Stored entries:
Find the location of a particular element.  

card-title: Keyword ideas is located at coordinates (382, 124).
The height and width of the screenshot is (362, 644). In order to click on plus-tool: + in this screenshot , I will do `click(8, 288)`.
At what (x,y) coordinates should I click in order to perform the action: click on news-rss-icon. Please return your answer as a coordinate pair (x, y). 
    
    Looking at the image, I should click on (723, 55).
...
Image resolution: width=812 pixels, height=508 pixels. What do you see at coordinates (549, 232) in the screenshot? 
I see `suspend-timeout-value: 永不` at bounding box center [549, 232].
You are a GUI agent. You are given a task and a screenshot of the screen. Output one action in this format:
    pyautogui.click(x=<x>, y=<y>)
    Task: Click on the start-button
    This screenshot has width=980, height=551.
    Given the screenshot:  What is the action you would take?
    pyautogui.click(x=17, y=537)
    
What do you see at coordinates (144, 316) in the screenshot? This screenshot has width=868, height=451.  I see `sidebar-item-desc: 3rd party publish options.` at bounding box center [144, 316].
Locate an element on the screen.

WHAT THE EXERCISE ASKS
Only the lines above starting at the line that holds "What do you see at coordinates (144, 316)" and ending at the line that holds "Locate an element on the screen." are to be repeated, exactly and in full.

ANSWER BOX
What do you see at coordinates (144, 316) in the screenshot? This screenshot has width=868, height=451.  I see `sidebar-item-desc: 3rd party publish options.` at bounding box center [144, 316].
Locate an element on the screen.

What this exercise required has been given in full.